Friday, April 26, 2024

Woolies strips shelves to illustrate significance of bees

Woolworths has stripped the shelves of its Neutral Bay store in Sydney of fruit, vegetables, and long-life products that rely on pollination. This, says the retailer, illustrates the “significant role” bees and insects play in Australia’s food supply.

The removal of the products from shelves coincides with the recent return of Woolworths’ Discovery Garden collection, which helps customers grow their own vegetables, herbs, and flowers. This year’s collection has an added emphasis on bees (21 of the 24 seedlings can attract bees and encourage pollination in local gardens and ecosystems).

“Vast amounts of Australia’s floral resources have recently been decimated by drought, bushfires, and floods,” says Woolworths.

“Last year’s bushfires resulted in 15.6 million hectares of burnt forests, which provided nectar and pollen required for healthy bees.

“Without these resources, popular fruit and vegetables like avocado, apples, cucumbers, pumpkins, rockmelons, watermelons, blueberries, zucchini, macadamias, kiwi fruit would become scarce.
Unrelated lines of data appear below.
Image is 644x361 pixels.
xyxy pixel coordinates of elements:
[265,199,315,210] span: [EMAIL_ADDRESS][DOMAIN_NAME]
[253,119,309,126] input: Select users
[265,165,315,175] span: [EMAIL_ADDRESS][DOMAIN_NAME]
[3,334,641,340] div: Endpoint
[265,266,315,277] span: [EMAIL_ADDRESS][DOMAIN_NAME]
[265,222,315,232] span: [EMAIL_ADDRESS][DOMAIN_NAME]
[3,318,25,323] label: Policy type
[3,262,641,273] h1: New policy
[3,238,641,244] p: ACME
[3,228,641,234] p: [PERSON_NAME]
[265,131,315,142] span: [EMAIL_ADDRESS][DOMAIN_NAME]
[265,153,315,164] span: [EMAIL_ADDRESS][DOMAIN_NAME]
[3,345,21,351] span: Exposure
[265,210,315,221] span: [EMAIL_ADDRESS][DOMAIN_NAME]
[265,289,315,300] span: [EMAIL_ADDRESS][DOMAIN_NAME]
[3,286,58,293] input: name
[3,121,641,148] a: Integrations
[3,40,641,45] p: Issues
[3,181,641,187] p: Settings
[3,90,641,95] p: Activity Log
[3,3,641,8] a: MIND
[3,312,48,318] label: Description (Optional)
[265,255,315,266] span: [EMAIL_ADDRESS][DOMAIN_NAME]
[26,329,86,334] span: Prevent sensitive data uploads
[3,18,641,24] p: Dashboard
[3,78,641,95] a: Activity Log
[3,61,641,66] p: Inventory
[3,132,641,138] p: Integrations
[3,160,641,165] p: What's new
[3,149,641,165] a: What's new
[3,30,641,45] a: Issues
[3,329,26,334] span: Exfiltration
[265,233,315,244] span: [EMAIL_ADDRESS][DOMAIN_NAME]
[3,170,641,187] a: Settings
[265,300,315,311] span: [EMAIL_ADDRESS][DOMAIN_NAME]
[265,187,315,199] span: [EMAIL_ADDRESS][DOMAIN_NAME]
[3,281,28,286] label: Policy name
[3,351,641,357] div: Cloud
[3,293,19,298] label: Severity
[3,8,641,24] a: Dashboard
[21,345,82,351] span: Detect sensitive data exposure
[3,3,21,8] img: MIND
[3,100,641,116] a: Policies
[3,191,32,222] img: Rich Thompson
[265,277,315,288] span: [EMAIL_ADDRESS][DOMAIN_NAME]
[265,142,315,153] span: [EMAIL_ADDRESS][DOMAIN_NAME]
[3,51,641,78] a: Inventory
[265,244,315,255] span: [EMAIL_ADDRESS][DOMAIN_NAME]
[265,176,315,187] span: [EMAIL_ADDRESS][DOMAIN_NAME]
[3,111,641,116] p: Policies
“Similarly, pantry staples like coffee beans, muesli, cereal, almonds, fruit juices, fruit-based jams, canola oil, and sunflower seeds all rely on or include ingredients that require pollination.

“Sixty-five per cent of Australian horticultural and agricultural crops require honeybees in order to pollinate, amounting to more than $14 billion contributed to the economy each year. Without bees, these products could cease to appear in supermarket shelves and customers’ plates.”

Woolworths Chief Marketing Officer Andrew Hicks says, that as the ‘fresh food people’, the retailer is passionate about providing millions of Australians access to the fresh food they love most.

“What many people don’t realise is how much of our food supply relies directly on pollinating bees,” he says.

“Our goal here is to start a conversation in Australian homes about what a supermarket without bees would look like and how their impact goes far beyond just fruit and vegetables. However, if we take small actions to support bees and pollination today, we can create a better tomorrow and prevent this from becoming a reality.”